Sizing up the SS-20s
World superpowers are not going to negotiate about nuclear weapons in public. So when Leonid Brezhnev and Ronald Reagan square off with rhetorical statements about reductions, freezes, and the like, the public is right to maintain a certain skepticism. The urgency is for the two sides to keep plugging away at the problem behind closed doors - and not emerge until they have wrestled the issues to the ground and come to an agreement on nuclear arms which will enable humanity to breathe easier.
The difficulty with public posturing is that it hides legitimate concerns on both sides and the immense complexity of the issues under discussion. These cannot be dealt with casually or flippantly. In the heat of public debate, therefore, the ordinary citizen is wise to remember that even experts are baffled by the intricacies involved and not let himself be swept up by easy generalizations, by either the Soviet or the American side.
Take those notorious Soviet SS-20s, for instance. The NATO countries are understandably concerned about the massive deployment of these mobile missiles targeted on Western Europe. To keep things in perspective, however, it bears reminding that these have not so much enlarged Russia's basic arsenal as substantially modernized it. The Soviet Union, always concerned that Europe might become a land base for an invasion of Soviet territory, already had the capability of destroying Europe several times over with its existing missiles. The SS-20, however, makes the Russians more secure because it is mobile and therefore less vulnerable to a NATO strike. It can be argued that this is not necessarily a bad thing, for if the Russians feel safer they are less likely to launch a preemptive strike out of fear of attack. The situation is more stable, in other words.
Then there is the tricky issue of numbers. The 300 Soviet SS-20s are difficult to bargain about because one third are in European Russia, one third on the Sino-Soviet frontier, and one third can go either way. President Reagan is cofrect in calling attention to the fact that mobile missiles can be turned around and aimed at Western Europe and that sMNezhnev's moratorium on deployment of more SS-20s west of the Urals therefore rings hollow. But he is not precise when he says ''even if east of the Urals, they could still target most of Western Europe.'' Not all of them. The SS-20s targeted on China cannot reach Western Europe. And anyone familiar with Sino-Soviet history knows how worried Moscow is about a threat from its former Chinese ally and how important, therefore, it regards the SS-20s pointed at China.This is a factor Mr. Reagan did not mention.
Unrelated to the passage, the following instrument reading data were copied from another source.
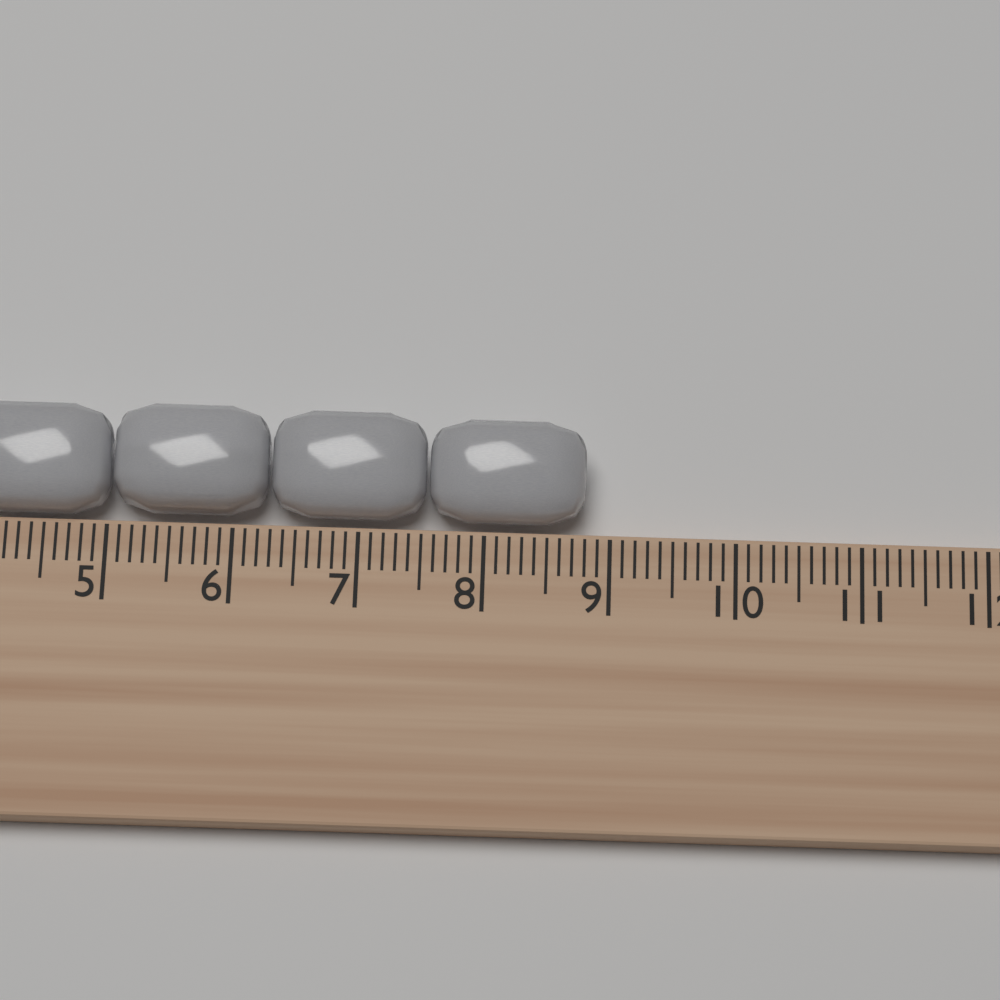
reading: 8.8 cm
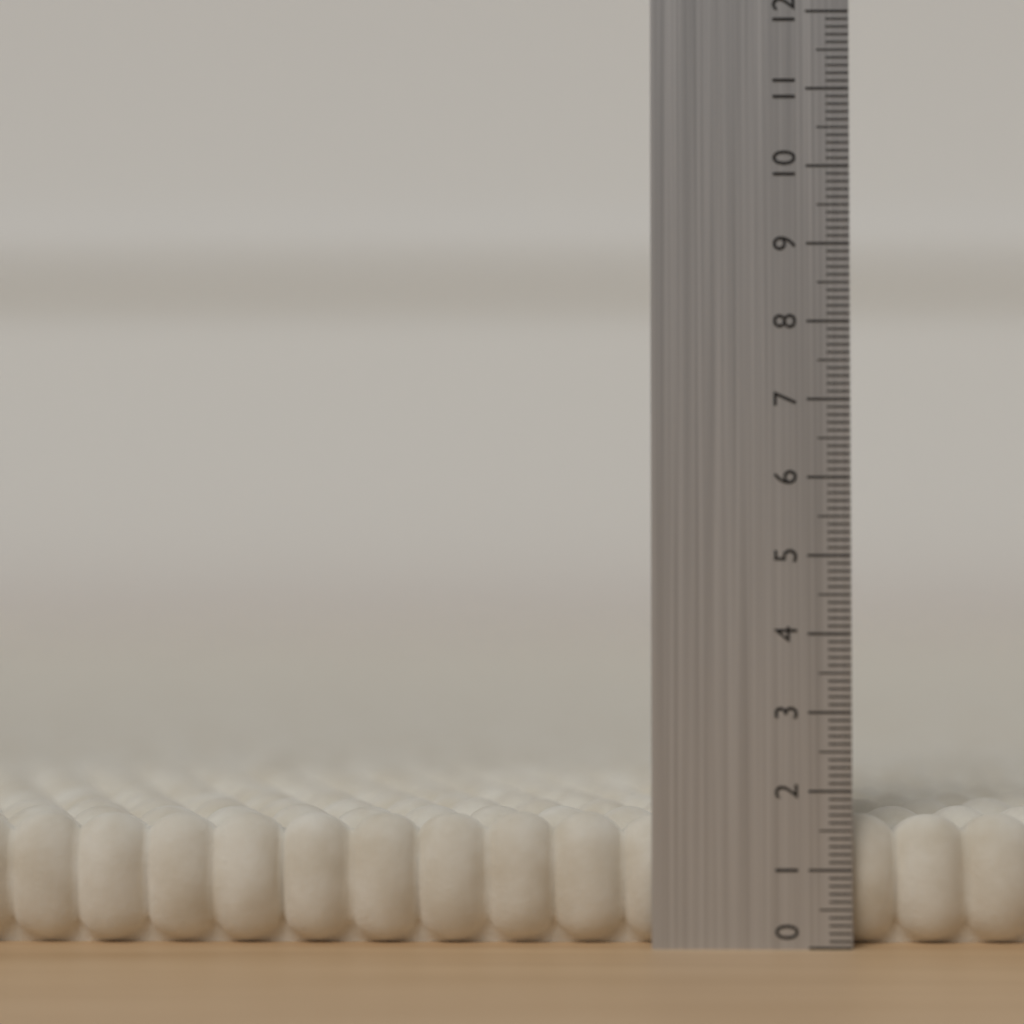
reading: 1.7 (no unit)
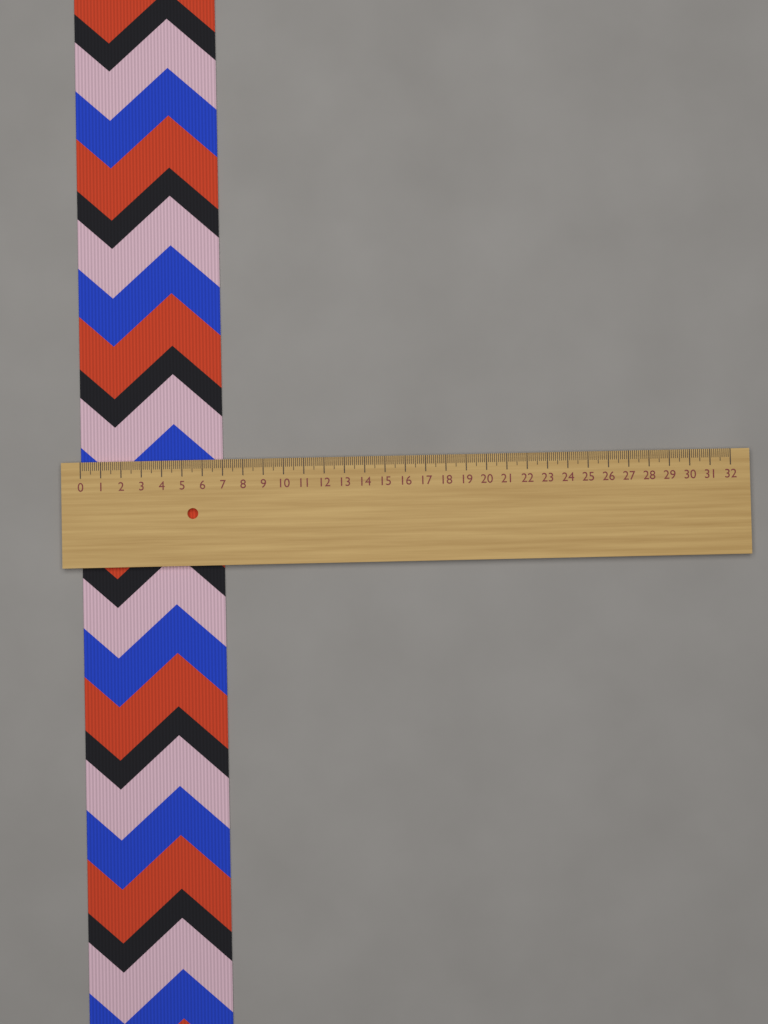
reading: 7.0 (no unit)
It is also necessary to consider the SS-20 in the larger context of the strategic (not just theater) arms spiral. Recall what happened at Vladivostok in 1974 when President Ford and Mr. Brezhnev met and agreed on a framework for a SALT II treaty. One of the Soviet concessions at that time was agreement not to count the so-called Forward Based Systems (FBS) in Europe - the US land- and carrier-based bombers. Knowledgeable specialists believe the Russians conceded for two reasons: one, because the US gave up demanding equality in throwweight (in which the Russians have the advantage) and, second, because Moscow had the SS-20 as a counter to FBS. At the time the US apparently did not see the significance of the SS-20.
Now, of course, it does. But, wPile the SS-20 has become the subject of negotiations on theater (medium-range) weapons, it is clear that the underlyi g issues of the so-called ''Euro-balance'' cannot be resolved until the talks are expanded to include weapons in the intercontinental or strategic balance as well. A major difficulty at Geneva in fact is deciding which weapons to include as medium-range. Embracing the whole gamut of nuclear arms could help break this impasse.
Mr. Brezhnev's unilateral moratorium may be unacceptable and Mr. Reagan's response too facile. But we trust that behind the thrusting and parrying there lies a genuine desire to reduce the nuclear risks which will translate into hard and honest bargaining. The public, meantime, should be alert to exaggerations and oversimplications.